Microsoft 365 Copilot Enterprise is, by design, broadly permissioned. It reads everything the licensed user can see: email threads, Teams conversations, SharePoint sites, OneDrive files. SearchLeak turns that feature into an exfiltration primitive.

The delivery surface is wide. The crafted URL can arrive as a phishing email, a Teams message, a calendar invite, or a link embedded in a shared SharePoint document. Because Copilot queries data through Microsoft's own infrastructure, traditional endpoint controls and DLP policies may not flag or block the retrieval.

The risk is highest where Copilot licenses are concentrated: executives, legal, HR, and finance — exactly the users with access to merger documents, employment records, and litigation strategy. A single click from any of them can expose far more than a conventional credential-theft attack.

What to Do Now

1. Check for patches and advisories. Verify whether Microsoft has issued mitigations for your tenant. Monitor the Microsoft Security Response Center for a CVE or advisory tied to this research chain.

2. Audit Copilot license assignments. In the Microsoft 365 admin center, identify every user holding a Copilot Enterprise license. Apply least privilege: revoke licenses for users who do not actively need the feature, particularly until a confirmed fix is in place.

3. Remediate SharePoint and OneDrive oversharing. SearchLeak harvests whatever the victim account can access. Run a SharePoint access review now — identify "anyone with the link" permissions and broadly shared sites, and scope them down.
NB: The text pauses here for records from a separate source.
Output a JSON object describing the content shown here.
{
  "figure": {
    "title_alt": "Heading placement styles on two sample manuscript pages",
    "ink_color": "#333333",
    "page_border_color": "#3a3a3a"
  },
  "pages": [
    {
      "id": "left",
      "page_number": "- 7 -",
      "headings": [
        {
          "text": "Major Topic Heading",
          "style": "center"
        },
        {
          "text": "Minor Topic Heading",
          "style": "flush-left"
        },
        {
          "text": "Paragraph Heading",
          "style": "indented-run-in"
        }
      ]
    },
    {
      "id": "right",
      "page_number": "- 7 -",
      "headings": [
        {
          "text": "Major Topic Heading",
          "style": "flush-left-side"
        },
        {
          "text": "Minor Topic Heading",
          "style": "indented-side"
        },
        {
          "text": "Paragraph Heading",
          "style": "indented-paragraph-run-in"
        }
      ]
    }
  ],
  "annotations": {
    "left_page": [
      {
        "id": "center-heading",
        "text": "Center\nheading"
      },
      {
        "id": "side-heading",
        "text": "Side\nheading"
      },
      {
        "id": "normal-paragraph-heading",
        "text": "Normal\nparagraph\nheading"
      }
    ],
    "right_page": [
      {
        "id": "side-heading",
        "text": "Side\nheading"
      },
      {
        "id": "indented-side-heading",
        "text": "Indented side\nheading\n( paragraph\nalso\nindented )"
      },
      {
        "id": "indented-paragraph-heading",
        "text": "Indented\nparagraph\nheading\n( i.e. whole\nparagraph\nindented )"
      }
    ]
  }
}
The smaller the blast radius per account, the less an attacker can retrieve.

4. Brief your SOC on URL-based lure patterns. The initial vector is a URL, not an attachment. Update email security rules to flag external links containing Microsoft 365 or Copilot API path signatures, and make sure analysts know to treat unexpected Copilot-related links as high-suspicion phishing.

5. Enable and monitor Copilot audit logs. Microsoft 365 unified audit logs capture Copilot search activity. Look for anomalous query patterns — especially sessions that retrieve content across multiple data sources (mail, SharePoint, OneDrive) in rapid succession from an account that does not normally behave that way.

Until a full patch is confirmed, consider temporarily restricting Copilot Enterprise access for your highest-value accounts — the marginal productivity loss is acceptable; the exposure from a successful SearchLeak hit is not.

Sources
  1. New attack turned Microsoft 365 Copilot into 1-click data theft tool

Synthesized by Claude · sanity-checked before publish.